For scripts or non-interactive use? Has access to all tools? Including write and shell? Perfect!

So I had Cursor write me a little wrapper that connected up a Telegram bot to cursor agent --print --trust --force --model Auto, and it worked pretty much straight away. It is on Github at https://github.com/jes/cursor-claw/. As soon as it was working I stopped talking to Cursor and started talking to Cursor-claw, and it develops itself now.

But if your takeaway from this is "oh neat, I should use Cursor-claw", then... I think you've kind of missed the point. Downloading open-source software is so passé. It's 2026, you can just tell the computer what you want. A single-user home-cooked app can be simultaneously simpler, smaller, and more capable, than a general-purpose solution that tries to work for everyone.

Browser integration

While I was still shovelling money into OpenClaw, I asked it to look through some of my work and write up notes for a call in a Google Doc and share it with Martin. This took quite a bit of handholding, because OpenClaw doesn't have easy access to the browser. I had to install a sketchy-looking browser extension, and even then it doesn't have proper access to the browser. You still have to manually give it permission to access each tab you want it to work with, which you obviously can't do if you're away from the computer and only talking to it on Telegram. And it only works with Chrome.

And it seems to experience the page through HTML. It had trouble clicking a button in Google Docs, and I could see from what it was writing into Telegram that the trouble was because the button was inside an iframe. Now if you have trouble clicking a button in a web page because it's inside an iframe... that's a pretty serious hobbling. It did eventually manage to write some notes and share them, but the experience didn't thrill me as much as the calendar and sysadmin stuff. So browser use in OpenClaw is there but not amazing.

The Cursor agent automatically has access to some kind of web browsing tool, but it sucks. As I was getting into the shower today I noticed that we had run out of shower cleaning spray, so I quickly messaged my Cursor-claw to ask it to find a shower cleaning spray to buy on Amazon.
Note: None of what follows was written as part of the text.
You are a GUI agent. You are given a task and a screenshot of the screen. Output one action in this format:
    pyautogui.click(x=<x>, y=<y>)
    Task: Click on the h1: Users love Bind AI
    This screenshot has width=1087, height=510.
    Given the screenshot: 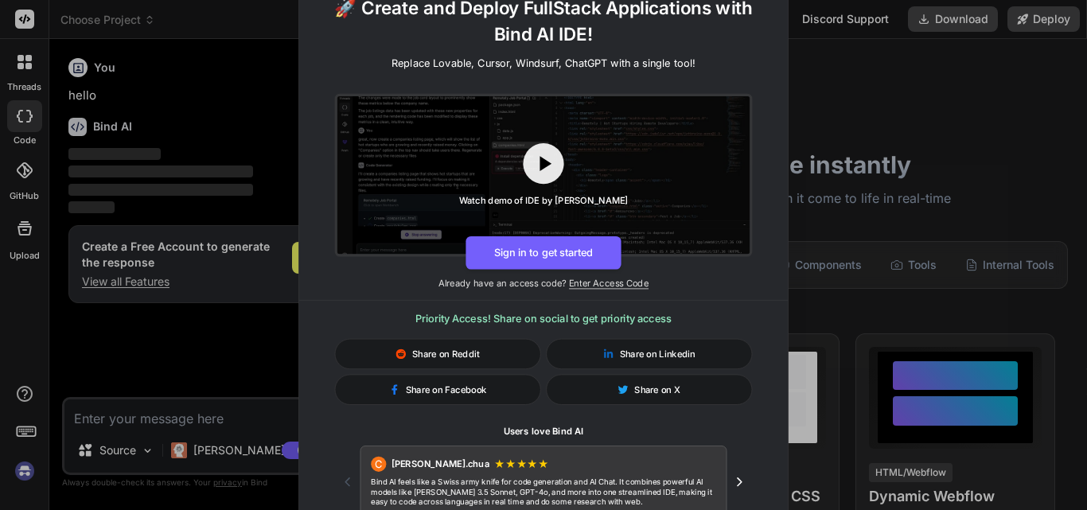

Now obviously I can type search terms into Amazon just as easily I can type them into Telegram, but my plan here was to discover whether the Cursor agent could operate Amazon, that in future I might simply message the bot and ask it to buy something for me, and I don't have to bother clicking around the interface myself. But it didn't manage to do it.

The reason it didn't manage is that the Cursor agent's browser tool is not much (any?) more sophisticated than curl, and Amazon blocks it. This is inconvenient in the extreme. Please stop building the apartheid web, people. Treat machines as first-class citizens. Hopefully this will come with time as the people who were reflexively blocking bots will find their "personal assistant" locked out of things they want it to do.
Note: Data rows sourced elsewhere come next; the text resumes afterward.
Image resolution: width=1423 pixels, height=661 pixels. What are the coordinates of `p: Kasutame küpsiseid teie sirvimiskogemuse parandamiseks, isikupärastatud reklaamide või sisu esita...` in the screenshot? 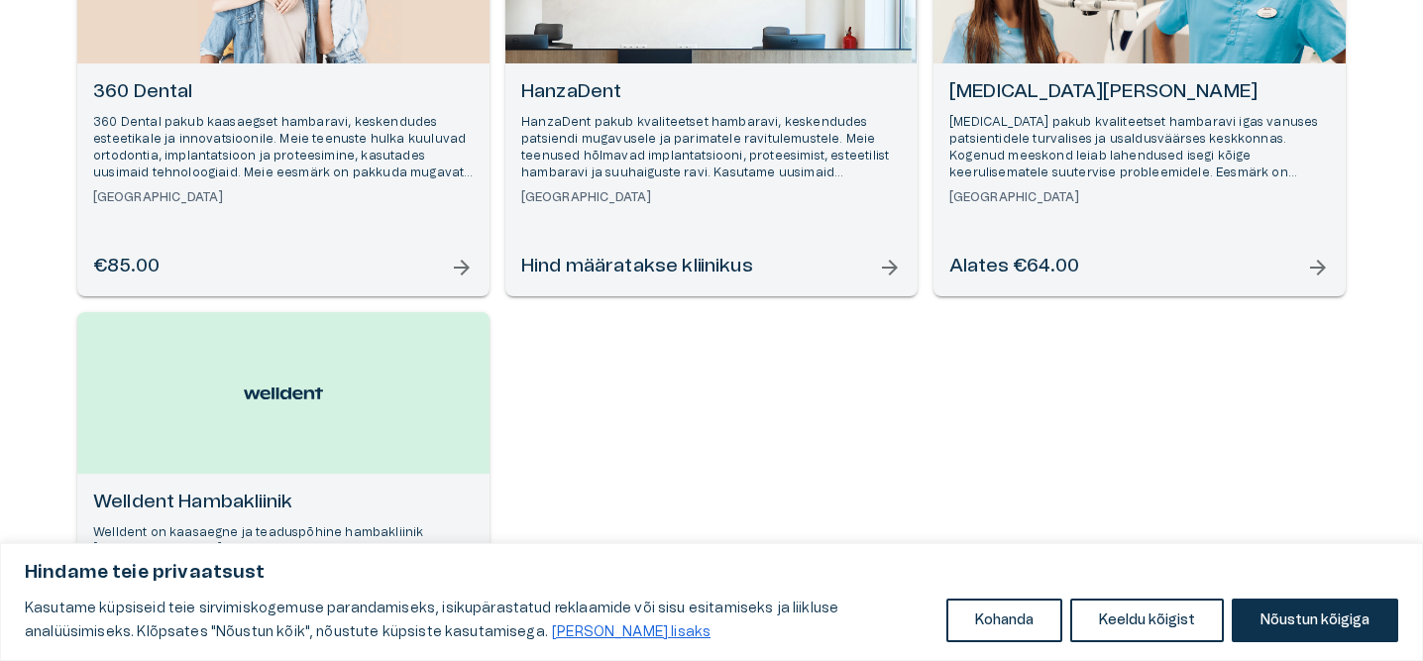 It's located at (478, 620).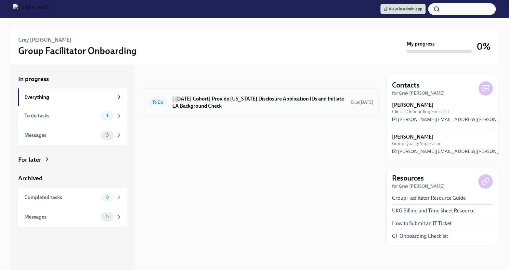 The height and width of the screenshot is (270, 509). I want to click on span: Due, so click(362, 102).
But in the meantime we definitely need to unhobble browser use. I have made an AI browser agent before, and I currently have a really good view into how bots are detected, so I want to work on this.

To integrate with the Cursor agent it will need to be a CLI tool, and to be of practical use it needs to take screenshots of the browser. Fortunately the Cursor agent harness lets the agent look at what is inside image files, so we can definitely have it look at screenshots. Having it derive the CSS selector for a particular button to clock on based purely on the screenshot is not so easy but maybe doable.

Making a CLI-operated headless browser is not necessarily a crazy thing to do. There is a Lex Fridman interview with Peter Steinberger, the OpenClaw developer. One of the things he points out is that CLI tools are a much better fit for agents than MCP tools are, because with CLI tools you get composition, sorting, filtering, etc., for free by virtue of Unix. Whereas with MCP tools if they give you a million tokens of output then you fill up the context window with irrelevant noise and the agent has no opportunity to work around it.

So I definitely want to experiment with a CLI-operated headless browser.

Conclusion

Claws are cool. You don't need anything as big and fancy as OpenClaw, and besides you don't want to pay Anthropic API pricing. Reliable browser use will be the next game-changer.